On Thursday, the storm paralyzed parts of Oregon, trapping motorists for hours while others abandoned their vehicles on the side of the road. Travel disruptions persisted early Friday, with the Oregon Department of Transportation announcing closures along at least three highways. On Wednesday, the storm produced 10.8 inches of snow in Portland, giving the city its second-snowiest day on record, forecasters there tweeted. Many colleges, universities and school districts remained closed on Friday.
Farther east, snowfall also caused dangerous road conditions in Wyoming, leading to road closures along the southern portion of the state.
The West Coast can be one of the hardest places in the country to predict weather because of the lack of observations over the Pacific Ocean, and the intensity of the storm caught many people — including forecasters — by surprise.
Mark Pestrella, the director of the Department of Public Works for Los Angeles County, said officials were urging residents in the northern parts of the county to shelter in place beginning on Friday because of expected widespread road closures over the weekend and to “be ready for basically a snow day” that, while being rare and exciting, could still pose a danger.
“It’s not a weekend for the beach,” he said. “What we’re really recommending is everybody hang tight and let us get the snowfall, and then after that, we can get out.”
“Everything is adding up for a major snow event,” said Andrew Rorke, a senior forecaster for the Weather Service office in Los Angeles.
A person standing in downtown Los Angeles can see a 10,600-foot peak that will typically have snow on it, Mr. Rorke said. By Saturday, that snow will extend much farther down the mountain, showing more snow than a typical winter storm.
Though the Hollywood sign was not likely to be lost in a snow-covered hillside, snow or graupel was seen falling Thursday morning near the sign, the Weather Service Office in Los Angeles confirmed.
In the Sierra Nevada, the snowpack was already above average for this time of the year, and more snow is in the forecast.
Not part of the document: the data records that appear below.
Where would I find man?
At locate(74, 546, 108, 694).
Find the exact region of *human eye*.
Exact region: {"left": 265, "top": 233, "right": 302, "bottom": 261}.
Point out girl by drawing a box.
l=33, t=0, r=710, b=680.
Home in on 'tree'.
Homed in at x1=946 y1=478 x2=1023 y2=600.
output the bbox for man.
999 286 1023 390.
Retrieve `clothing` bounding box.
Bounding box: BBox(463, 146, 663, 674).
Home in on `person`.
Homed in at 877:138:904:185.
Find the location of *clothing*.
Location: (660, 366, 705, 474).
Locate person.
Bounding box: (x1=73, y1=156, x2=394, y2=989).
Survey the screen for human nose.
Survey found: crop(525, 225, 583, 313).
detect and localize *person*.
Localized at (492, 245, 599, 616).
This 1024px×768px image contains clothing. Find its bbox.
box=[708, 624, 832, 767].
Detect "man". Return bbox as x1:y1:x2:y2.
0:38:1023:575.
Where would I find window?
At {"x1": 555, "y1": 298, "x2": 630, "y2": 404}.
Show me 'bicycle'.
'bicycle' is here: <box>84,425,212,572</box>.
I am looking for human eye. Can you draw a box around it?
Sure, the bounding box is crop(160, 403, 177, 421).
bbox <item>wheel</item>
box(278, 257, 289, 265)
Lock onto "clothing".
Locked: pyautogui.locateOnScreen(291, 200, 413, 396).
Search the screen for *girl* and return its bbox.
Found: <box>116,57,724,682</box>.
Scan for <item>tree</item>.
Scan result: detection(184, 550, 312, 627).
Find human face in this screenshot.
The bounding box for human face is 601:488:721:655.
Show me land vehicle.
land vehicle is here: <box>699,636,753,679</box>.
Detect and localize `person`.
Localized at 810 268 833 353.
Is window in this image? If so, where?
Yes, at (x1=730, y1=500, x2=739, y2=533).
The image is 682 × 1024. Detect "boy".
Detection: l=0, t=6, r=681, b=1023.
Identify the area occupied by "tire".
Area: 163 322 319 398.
Even though snow is nothing new for this region, forecasters in Reno, Nev., were calling it a major storm that will disrupt travel.
“While we cannot definitively say there will be road closures, nor do we have any control over this, past events have certainly brought similar impacts,” the forecasters said.
There is also a high risk for avalanches across the Sierra Nevada on Friday, according to the Avalanche Forecast Center.